Anthropic’s AI Identity Gap: Why CX Leaders Need Agent Controls

SecureAuth CEO Geoffrey Mattson explains why AI agents need stronger identity controls before they become core to customer experience operations

Security, Privacy & ComplianceInterview

Published: July 1, 2026

Nicole Willing

AI agents are quickly moving from experimental tools into systems that can support customers, trigger workflows and make decisions across enterprise environments. For CX leaders, that raises a practical question of identity in accessing frontier AI models: how do you verify who, or what, is using them when agent behavior can shift in real time? Anthropic’s decision to shut down Fable underlined the challenge, as there was no simple way to comply with U.S. government restrictions on non-U.S. nationals accessing the model.

In this CX Today interview, Nicole Willing spoke with Geoffrey Mattson, CEO of SecureAuth, about the identity infrastructure enterprises may need as agentic AI becomes more capable. The identity restrictions on Anthropic’s Mythos and Fable AI models expose a bigger issue, Mattson said: powerful models can be hard to govern if providers cannot reliably verify who is using them and why.

Mattson argued that this could push the market toward Know Your Customer for AI, especially for models with possible dual-use applications. While financial services has long had obligations to confirm customer identity, AI providers may face similar pressure to understand the intent behind model access. That matters because traditional login details offer little assurance when autonomous systems are acting through application programming interfaces and delegated workflows.

“Some of these models are getting more and more powerful. As Anthropic pointed out, a lot of people don’t realize there is absolutely no way to make a jailbreak-free model. In fact, a lot of people think it’s relatively trivial to get LLMs to do what they’re not supposed to do. These things are impossible to control, and they are potentially capable of doing real damage, from creating cyber weapons and bioweapons to facilitating other forms of criminal activity.”

For customer experience teams, the warning is immediate. AI support agents are increasingly tied to service outcomes, customer trust, compliance, and brand risk. Mattson pointed to cases where customer support bots have given incorrect guidance, leaving businesses responsible for the result. As agents spawn subagents, accountability can become even harder to trace.

That is why identity needs to evolve from a static login check into something more dynamic. Mattson explains that enterprises must understand who owns an agent, what systems it can access, and when a human should approve higher-risk actions. Guardrails alone are not enough if models can behave unpredictably or be manipulated through prompts.

Mattson’s message is not to slow innovation. It is to separate agents from what they can access, apply stronger identity controls and keep humans in the loop for higher-risk decisions. For enterprises exploring AI in CX, the competitive edge may come from making security simple enough that teams can innovate without leaving accountability behind.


■ Assignment: Output the entire listing without altering anything.

■ Data to examine:
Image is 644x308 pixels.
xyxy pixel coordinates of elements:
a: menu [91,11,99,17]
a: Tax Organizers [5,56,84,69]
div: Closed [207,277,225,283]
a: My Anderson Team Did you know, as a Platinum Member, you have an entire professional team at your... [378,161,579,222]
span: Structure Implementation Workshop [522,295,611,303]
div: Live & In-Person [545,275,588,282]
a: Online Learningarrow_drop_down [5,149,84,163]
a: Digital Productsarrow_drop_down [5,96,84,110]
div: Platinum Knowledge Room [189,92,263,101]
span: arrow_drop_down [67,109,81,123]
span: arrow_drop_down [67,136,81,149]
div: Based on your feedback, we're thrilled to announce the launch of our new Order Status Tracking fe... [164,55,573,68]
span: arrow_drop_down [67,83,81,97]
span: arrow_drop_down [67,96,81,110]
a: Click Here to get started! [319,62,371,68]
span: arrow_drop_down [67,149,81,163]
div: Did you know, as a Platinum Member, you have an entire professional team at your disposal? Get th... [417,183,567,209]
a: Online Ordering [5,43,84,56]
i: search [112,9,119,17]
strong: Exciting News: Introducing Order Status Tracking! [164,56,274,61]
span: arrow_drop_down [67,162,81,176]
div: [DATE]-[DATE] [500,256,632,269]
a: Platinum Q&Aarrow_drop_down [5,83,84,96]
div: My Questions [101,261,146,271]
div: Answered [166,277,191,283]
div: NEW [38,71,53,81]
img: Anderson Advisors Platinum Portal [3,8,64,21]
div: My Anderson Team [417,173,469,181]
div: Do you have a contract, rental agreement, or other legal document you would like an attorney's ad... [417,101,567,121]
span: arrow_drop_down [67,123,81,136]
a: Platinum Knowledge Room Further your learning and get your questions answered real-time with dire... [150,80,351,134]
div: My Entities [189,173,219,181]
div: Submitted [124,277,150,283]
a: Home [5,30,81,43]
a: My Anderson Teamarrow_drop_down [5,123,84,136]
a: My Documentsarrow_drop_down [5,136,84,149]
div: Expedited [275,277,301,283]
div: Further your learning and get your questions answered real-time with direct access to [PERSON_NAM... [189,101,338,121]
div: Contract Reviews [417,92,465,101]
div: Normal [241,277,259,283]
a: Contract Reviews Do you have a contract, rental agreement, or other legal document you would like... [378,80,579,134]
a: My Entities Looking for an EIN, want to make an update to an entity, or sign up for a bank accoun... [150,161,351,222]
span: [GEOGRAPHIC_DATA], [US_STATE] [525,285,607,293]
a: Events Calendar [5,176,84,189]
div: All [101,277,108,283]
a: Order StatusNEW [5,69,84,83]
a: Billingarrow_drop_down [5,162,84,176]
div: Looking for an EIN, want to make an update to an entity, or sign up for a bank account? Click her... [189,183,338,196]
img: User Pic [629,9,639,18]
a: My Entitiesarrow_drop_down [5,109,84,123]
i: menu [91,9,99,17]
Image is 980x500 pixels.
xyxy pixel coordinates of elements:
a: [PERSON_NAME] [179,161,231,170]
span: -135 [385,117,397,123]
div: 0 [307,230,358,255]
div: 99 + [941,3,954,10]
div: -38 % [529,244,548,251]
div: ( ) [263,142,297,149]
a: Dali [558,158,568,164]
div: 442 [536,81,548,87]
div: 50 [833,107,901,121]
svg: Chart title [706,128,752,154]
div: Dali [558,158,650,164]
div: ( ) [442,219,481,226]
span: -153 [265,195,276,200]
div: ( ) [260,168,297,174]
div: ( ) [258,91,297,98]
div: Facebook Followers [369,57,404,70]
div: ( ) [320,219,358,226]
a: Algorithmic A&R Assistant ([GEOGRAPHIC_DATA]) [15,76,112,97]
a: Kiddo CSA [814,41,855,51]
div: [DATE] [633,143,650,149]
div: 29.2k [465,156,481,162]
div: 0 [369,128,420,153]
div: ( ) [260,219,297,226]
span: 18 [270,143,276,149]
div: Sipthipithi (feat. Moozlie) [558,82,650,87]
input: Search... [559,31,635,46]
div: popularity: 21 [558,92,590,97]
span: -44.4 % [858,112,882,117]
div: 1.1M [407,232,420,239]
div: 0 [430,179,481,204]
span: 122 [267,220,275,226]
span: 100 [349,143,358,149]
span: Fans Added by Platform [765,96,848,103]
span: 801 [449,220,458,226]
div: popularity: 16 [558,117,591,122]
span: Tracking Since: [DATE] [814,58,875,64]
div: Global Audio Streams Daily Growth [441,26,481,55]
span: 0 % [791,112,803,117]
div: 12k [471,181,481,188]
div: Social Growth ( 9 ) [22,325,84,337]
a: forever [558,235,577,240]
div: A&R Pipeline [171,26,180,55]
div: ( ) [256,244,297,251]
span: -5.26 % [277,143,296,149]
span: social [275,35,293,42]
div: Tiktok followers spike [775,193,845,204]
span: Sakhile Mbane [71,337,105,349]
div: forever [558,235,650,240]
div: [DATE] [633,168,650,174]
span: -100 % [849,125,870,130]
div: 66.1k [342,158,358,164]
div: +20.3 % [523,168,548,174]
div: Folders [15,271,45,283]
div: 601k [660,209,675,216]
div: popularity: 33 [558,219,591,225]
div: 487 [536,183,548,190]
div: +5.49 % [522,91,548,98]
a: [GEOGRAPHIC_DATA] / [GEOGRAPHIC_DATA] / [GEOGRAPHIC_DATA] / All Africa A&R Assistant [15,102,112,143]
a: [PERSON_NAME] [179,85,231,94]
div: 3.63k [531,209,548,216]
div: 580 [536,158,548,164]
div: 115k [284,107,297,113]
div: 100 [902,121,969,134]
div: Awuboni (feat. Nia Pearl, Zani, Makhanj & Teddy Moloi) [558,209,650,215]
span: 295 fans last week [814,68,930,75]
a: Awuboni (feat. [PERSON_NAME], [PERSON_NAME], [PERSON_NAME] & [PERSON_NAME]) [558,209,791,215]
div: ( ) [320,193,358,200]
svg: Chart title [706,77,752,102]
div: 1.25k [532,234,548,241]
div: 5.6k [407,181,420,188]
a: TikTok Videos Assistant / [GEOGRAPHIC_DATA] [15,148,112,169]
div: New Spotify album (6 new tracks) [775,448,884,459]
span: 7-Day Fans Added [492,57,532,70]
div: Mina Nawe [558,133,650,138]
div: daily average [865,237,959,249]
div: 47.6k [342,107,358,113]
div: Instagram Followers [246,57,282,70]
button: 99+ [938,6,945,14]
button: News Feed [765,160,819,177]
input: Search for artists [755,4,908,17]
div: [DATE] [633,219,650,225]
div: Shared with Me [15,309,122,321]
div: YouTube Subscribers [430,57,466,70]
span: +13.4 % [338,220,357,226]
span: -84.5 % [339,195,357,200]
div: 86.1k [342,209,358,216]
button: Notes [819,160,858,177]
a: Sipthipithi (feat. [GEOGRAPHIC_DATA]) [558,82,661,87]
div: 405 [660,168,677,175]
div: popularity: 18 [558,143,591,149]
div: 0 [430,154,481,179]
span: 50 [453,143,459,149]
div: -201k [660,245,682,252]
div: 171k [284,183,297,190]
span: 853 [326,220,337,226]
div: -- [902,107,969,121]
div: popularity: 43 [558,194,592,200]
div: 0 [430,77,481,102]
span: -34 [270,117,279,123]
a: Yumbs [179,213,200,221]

■ Response to this task:
Image is 644x308 pixels.
xyxy pixel coordinates of elements:
a: menu [91,11,99,17]
a: Tax Organizers [5,56,84,69]
div: Closed [207,277,225,283]
a: My Anderson Team Did you know, as a Platinum Member, you have an entire professional team at your... [378,161,579,222]
span: Structure Implementation Workshop [522,295,611,303]
div: Live & In-Person [545,275,588,282]
a: Online Learningarrow_drop_down [5,149,84,163]
a: Digital Productsarrow_drop_down [5,96,84,110]
div: Platinum Knowledge Room [189,92,263,101]
span: arrow_drop_down [67,109,81,123]
span: arrow_drop_down [67,136,81,149]
div: Based on your feedback, we're thrilled to announce the launch of our new Order Status Tracking fe... [164,55,573,68]
span: arrow_drop_down [67,83,81,97]
span: arrow_drop_down [67,96,81,110]
a: Click Here to get started! [319,62,371,68]
span: arrow_drop_down [67,149,81,163]
div: Did you know, as a Platinum Member, you have an entire professional team at your disposal? Get th... [417,183,567,209]
a: Online Ordering [5,43,84,56]
i: search [112,9,119,17]
strong: Exciting News: Introducing Order Status Tracking! [164,56,274,61]
span: arrow_drop_down [67,162,81,176]
div: [DATE]-[DATE] [500,256,632,269]
a: Platinum Q&Aarrow_drop_down [5,83,84,96]
div: My Questions [101,261,146,271]
div: Answered [166,277,191,283]
div: NEW [38,71,53,81]
img: Anderson Advisors Platinum Portal [3,8,64,21]
div: My Anderson Team [417,173,469,181]
div: Do you have a contract, rental agreement, or other legal document you would like an attorney's ad... [417,101,567,121]
span: arrow_drop_down [67,123,81,136]
a: Platinum Knowledge Room Further your learning and get your questions answered real-time with dire... [150,80,351,134]
div: My Entities [189,173,219,181]
div: Submitted [124,277,150,283]
a: Home [5,30,81,43]
a: My Anderson Teamarrow_drop_down [5,123,84,136]
a: My Documentsarrow_drop_down [5,136,84,149]
div: Expedited [275,277,301,283]
div: Further your learning and get your questions answered real-time with direct access to [PERSON_NAM... [189,101,338,121]
div: Contract Reviews [417,92,465,101]
div: Normal [241,277,259,283]
a: Contract Reviews Do you have a contract, rental agreement, or other legal document you would like... [378,80,579,134]
a: My Entities Looking for an EIN, want to make an update to an entity, or sign up for a bank accoun... [150,161,351,222]
span: [GEOGRAPHIC_DATA], [US_STATE] [525,285,607,293]
a: Events Calendar [5,176,84,189]
div: All [101,277,108,283]
a: Order StatusNEW [5,69,84,83]
a: Billingarrow_drop_down [5,162,84,176]
div: Looking for an EIN, want to make an update to an entity, or sign up for a bank account? Click her... [189,183,338,196]
img: User Pic [629,9,639,18]
a: My Entitiesarrow_drop_down [5,109,84,123]
i: menu [91,9,99,17]
Image is 980x500 pixels.
xyxy pixel coordinates of elements:
a: [PERSON_NAME] [179,161,231,170]
span: -135 [385,117,397,123]
div: 0 [307,230,358,255]
div: 99 + [941,3,954,10]
div: -38 % [529,244,548,251]
div: ( ) [263,142,297,149]
a: Dali [558,158,568,164]
div: 442 [536,81,548,87]
div: 50 [833,107,901,121]
svg: Chart title [706,128,752,154]
div: Dali [558,158,650,164]
div: ( ) [442,219,481,226]
span: -153 [265,195,276,200]
div: ( ) [260,168,297,174]
div: ( ) [258,91,297,98]
div: Facebook Followers [369,57,404,70]
div: ( ) [320,219,358,226]
a: Algorithmic A&R Assistant ([GEOGRAPHIC_DATA]) [15,76,112,97]
a: Kiddo CSA [814,41,855,51]
div: [DATE] [633,143,650,149]
div: 29.2k [465,156,481,162]
div: 0 [369,128,420,153]
div: ( ) [260,219,297,226]
span: 18 [270,143,276,149]
div: Sipthipithi (feat. Moozlie) [558,82,650,87]
input: Search... [559,31,635,46]
div: popularity: 21 [558,92,590,97]
span: -44.4 % [858,112,882,117]
div: 1.1M [407,232,420,239]
div: 0 [430,179,481,204]
span: 122 [267,220,275,226]
span: 100 [349,143,358,149]
span: Fans Added by Platform [765,96,848,103]
span: 801 [449,220,458,226]
div: popularity: 16 [558,117,591,122]
span: Tracking Since: [DATE] [814,58,875,64]
div: Global Audio Streams Daily Growth [441,26,481,55]
span: 0 % [791,112,803,117]
div: 12k [471,181,481,188]
div: Social Growth ( 9 ) [22,325,84,337]
a: forever [558,235,577,240]
div: A&R Pipeline [171,26,180,55]
div: ( ) [256,244,297,251]
span: -5.26 % [277,143,296,149]
span: social [275,35,293,42]
div: Tiktok followers spike [775,193,845,204]
span: Sakhile Mbane [71,337,105,349]
div: forever [558,235,650,240]
div: [DATE] [633,168,650,174]
span: -100 % [849,125,870,130]
div: 66.1k [342,158,358,164]
div: +20.3 % [523,168,548,174]
div: Folders [15,271,45,283]
div: 601k [660,209,675,216]
div: popularity: 33 [558,219,591,225]
div: 487 [536,183,548,190]
div: +5.49 % [522,91,548,98]
a: [GEOGRAPHIC_DATA] / [GEOGRAPHIC_DATA] / [GEOGRAPHIC_DATA] / All Africa A&R Assistant [15,102,112,143]
a: [PERSON_NAME] [179,85,231,94]
div: 3.63k [531,209,548,216]
div: 580 [536,158,548,164]
div: 115k [284,107,297,113]
div: 100 [902,121,969,134]
div: Awuboni (feat. Nia Pearl, Zani, Makhanj & Teddy Moloi) [558,209,650,215]
span: 295 fans last week [814,68,930,75]
a: Awuboni (feat. [PERSON_NAME], [PERSON_NAME], [PERSON_NAME] & [PERSON_NAME]) [558,209,791,215]
div: ( ) [320,193,358,200]
svg: Chart title [706,77,752,102]
div: 1.25k [532,234,548,241]
div: 5.6k [407,181,420,188]
a: TikTok Videos Assistant / [GEOGRAPHIC_DATA] [15,148,112,169]
div: New Spotify album (6 new tracks) [775,448,884,459]
span: 7-Day Fans Added [492,57,532,70]
div: Mina Nawe [558,133,650,138]
div: daily average [865,237,959,249]
div: 47.6k [342,107,358,113]
div: Instagram Followers [246,57,282,70]
button: 99+ [938,6,945,14]
button: News Feed [765,160,819,177]
input: Search for artists [755,4,908,17]
div: [DATE] [633,219,650,225]
div: Shared with Me [15,309,122,321]
div: YouTube Subscribers [430,57,466,70]
span: +13.4 % [338,220,357,226]
span: -84.5 % [339,195,357,200]
div: 86.1k [342,209,358,216]
button: Notes [819,160,858,177]
a: Sipthipithi (feat. [GEOGRAPHIC_DATA]) [558,82,661,87]
div: 405 [660,168,677,175]
div: popularity: 18 [558,143,591,149]
div: 0 [430,154,481,179]
span: 50 [453,143,459,149]
div: -201k [660,245,682,252]
div: 171k [284,183,297,190]
span: 853 [326,220,337,226]
div: -- [902,107,969,121]
div: popularity: 43 [558,194,592,200]
div: 0 [430,77,481,102]
span: -34 [270,117,279,123]
a: Yumbs [179,213,200,221]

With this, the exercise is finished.